The first commercially available analytical plotter, the
O.M.I.-Bendix AP/C was shown at the Lisbon Congress in 1964.
Because of its delay line memory it was extremely difficult
to program.
At the Ottawa Congress it was replaced by the AP/C-5 by O.M.I.
with an IBM 1130 computer with considerable potential. This
opened the possibility în the civilian sector for program
development. Because of adequate disk storage new uses of
analytical plotters became implementable.
It should of course be remembered that military devices and that
image correlation systems based on analytical plotter principles
already offered the same possibilities, only at extremely high
cost.
The recent models of analytical plotters, of which 5 are on
display at the exhibit and of which 2 further ones may be studied
by pamphlet information obtainable at the exhibit, generally
offer vastly improved computer capabilities, suitable for further
software implementations. Paired with their 4 image drives they
offer possibilities for semi-automatic operation by driving to
points by ground-model - or image coordinates, 1f appropriately
programmed.
Due to only two image coordinate controls by step motors the
Galileo digital stereocartograph offers a more limited but very
cost competitive version of an analytical instrument; one could
say it is a "second order analytical instrument”.
The Zeiss Stereocord constitutes a "third order"-type analytical
instrument. y-Parallax must be removed manually.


_Problem statement:_
Scan the records for "LUNG" and copy each line that contains it.

_Records to use:_
BEGIN

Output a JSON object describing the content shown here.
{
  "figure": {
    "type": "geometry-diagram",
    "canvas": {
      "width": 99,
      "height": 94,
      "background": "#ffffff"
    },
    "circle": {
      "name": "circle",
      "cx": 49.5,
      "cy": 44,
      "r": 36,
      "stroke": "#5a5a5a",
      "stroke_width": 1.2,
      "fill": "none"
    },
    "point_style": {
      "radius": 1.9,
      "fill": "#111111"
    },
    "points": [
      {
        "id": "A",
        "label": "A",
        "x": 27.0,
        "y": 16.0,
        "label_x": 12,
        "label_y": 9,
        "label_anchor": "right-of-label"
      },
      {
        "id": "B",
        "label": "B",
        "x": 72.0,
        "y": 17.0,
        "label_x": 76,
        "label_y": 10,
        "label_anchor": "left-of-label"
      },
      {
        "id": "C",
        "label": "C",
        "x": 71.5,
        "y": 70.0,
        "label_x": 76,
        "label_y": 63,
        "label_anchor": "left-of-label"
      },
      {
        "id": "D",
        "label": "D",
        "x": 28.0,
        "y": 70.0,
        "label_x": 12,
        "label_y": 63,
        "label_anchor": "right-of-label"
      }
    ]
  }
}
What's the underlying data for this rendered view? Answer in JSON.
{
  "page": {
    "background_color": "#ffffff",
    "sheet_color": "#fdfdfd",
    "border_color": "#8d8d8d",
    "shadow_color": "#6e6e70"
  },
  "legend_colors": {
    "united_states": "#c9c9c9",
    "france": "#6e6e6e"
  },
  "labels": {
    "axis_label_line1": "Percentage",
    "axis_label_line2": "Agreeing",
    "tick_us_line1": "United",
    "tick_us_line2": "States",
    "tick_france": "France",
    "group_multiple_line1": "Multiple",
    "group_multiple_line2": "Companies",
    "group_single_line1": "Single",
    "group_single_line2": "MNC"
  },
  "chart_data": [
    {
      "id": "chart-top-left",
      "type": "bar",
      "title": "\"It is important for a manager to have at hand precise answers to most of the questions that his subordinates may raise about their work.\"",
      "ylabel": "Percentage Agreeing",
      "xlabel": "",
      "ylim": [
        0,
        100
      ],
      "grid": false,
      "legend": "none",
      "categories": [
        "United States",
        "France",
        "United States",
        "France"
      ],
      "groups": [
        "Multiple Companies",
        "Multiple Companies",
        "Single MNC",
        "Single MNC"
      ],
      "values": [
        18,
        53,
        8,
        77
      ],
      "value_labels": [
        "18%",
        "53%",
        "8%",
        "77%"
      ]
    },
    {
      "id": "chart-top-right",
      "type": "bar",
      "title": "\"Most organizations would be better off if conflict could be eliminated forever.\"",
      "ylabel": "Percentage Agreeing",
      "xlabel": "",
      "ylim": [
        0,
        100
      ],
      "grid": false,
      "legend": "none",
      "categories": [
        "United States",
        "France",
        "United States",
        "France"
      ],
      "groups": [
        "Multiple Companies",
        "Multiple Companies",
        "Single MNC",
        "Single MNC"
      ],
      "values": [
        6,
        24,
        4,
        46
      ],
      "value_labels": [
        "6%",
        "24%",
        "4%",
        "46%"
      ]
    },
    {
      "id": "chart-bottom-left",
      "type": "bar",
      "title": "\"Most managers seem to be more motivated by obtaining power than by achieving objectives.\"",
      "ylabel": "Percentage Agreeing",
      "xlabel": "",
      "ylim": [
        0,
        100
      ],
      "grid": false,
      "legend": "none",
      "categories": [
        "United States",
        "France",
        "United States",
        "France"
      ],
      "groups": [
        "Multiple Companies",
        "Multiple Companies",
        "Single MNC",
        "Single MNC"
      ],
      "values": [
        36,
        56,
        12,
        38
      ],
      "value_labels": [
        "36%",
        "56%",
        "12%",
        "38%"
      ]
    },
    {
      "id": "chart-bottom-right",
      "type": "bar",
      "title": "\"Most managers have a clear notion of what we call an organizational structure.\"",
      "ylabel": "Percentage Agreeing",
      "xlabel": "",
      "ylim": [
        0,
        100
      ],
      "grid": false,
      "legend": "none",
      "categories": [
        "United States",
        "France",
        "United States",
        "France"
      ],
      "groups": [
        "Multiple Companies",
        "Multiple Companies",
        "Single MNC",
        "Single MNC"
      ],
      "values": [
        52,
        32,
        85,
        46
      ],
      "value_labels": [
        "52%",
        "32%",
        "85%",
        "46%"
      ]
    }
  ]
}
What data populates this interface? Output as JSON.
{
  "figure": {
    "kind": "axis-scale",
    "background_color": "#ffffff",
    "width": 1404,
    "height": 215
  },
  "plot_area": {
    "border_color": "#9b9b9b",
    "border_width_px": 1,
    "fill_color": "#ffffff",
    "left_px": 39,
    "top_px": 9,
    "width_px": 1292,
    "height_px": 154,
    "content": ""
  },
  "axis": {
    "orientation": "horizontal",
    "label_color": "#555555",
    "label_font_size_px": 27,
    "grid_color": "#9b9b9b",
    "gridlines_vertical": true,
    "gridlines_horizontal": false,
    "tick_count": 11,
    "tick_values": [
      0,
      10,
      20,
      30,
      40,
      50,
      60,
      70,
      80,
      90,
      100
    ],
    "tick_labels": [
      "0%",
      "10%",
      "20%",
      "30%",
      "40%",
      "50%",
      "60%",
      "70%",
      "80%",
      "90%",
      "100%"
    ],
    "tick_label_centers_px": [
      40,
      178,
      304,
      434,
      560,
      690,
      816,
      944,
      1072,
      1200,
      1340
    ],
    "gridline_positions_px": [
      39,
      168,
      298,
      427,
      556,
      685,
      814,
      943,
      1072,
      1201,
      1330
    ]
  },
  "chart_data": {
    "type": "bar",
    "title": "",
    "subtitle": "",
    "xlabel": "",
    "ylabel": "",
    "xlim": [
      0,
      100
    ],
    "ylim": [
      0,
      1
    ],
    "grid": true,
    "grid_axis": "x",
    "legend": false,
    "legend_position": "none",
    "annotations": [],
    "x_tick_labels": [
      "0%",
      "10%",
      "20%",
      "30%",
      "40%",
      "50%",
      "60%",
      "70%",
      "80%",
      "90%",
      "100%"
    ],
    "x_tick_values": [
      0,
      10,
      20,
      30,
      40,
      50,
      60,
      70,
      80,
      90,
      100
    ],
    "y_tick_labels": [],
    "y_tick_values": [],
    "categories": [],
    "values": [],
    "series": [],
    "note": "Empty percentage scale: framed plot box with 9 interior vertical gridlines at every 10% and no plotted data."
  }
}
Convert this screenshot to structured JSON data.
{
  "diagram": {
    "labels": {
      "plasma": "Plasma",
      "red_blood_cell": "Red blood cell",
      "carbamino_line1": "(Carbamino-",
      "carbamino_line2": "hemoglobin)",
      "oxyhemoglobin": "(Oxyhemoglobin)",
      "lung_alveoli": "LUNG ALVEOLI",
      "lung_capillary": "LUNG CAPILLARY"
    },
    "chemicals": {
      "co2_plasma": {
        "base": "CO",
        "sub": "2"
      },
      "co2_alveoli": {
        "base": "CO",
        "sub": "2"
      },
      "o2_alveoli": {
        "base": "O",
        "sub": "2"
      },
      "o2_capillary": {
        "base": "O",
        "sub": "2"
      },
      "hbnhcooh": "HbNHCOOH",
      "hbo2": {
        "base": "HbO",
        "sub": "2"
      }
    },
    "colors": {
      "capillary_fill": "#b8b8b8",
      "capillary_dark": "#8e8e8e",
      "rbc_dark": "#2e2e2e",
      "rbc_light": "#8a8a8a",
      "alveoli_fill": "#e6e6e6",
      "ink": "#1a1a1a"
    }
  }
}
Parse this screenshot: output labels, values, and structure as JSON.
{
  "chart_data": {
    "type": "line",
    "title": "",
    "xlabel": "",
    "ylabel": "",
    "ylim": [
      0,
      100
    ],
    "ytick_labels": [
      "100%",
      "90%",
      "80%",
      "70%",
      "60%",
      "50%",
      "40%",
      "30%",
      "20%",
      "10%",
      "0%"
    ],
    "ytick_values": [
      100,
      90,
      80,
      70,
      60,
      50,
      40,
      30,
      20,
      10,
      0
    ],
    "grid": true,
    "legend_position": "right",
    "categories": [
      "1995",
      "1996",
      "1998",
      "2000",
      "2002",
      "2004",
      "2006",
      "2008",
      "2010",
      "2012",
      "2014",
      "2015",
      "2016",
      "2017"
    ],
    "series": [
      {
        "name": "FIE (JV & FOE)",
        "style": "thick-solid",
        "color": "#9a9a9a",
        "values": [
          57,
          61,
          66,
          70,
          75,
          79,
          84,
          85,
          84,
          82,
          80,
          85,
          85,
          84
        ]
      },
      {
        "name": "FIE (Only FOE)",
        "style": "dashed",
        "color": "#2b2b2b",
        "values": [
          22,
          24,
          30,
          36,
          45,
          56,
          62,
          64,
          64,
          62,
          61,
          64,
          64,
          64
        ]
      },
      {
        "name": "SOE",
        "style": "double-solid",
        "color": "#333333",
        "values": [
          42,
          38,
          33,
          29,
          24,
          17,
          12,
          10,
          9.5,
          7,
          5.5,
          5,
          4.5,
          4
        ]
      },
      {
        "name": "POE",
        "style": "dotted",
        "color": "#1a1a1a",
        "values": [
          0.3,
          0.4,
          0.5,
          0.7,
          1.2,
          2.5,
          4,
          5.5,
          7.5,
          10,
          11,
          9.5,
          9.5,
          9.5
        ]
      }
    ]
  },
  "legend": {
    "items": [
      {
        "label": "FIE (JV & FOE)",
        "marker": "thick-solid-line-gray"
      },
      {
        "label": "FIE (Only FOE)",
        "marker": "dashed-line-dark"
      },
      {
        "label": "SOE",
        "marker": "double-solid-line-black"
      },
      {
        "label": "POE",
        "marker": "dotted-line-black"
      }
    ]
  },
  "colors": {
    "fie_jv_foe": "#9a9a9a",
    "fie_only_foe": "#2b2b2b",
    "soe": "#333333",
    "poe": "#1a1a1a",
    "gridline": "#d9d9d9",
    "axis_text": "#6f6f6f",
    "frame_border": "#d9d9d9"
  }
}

END

_Exercise response:_
      "lung_alveoli": "LUNG ALVEOLI",
      "lung_capillary": "LUNG CAPILLARY"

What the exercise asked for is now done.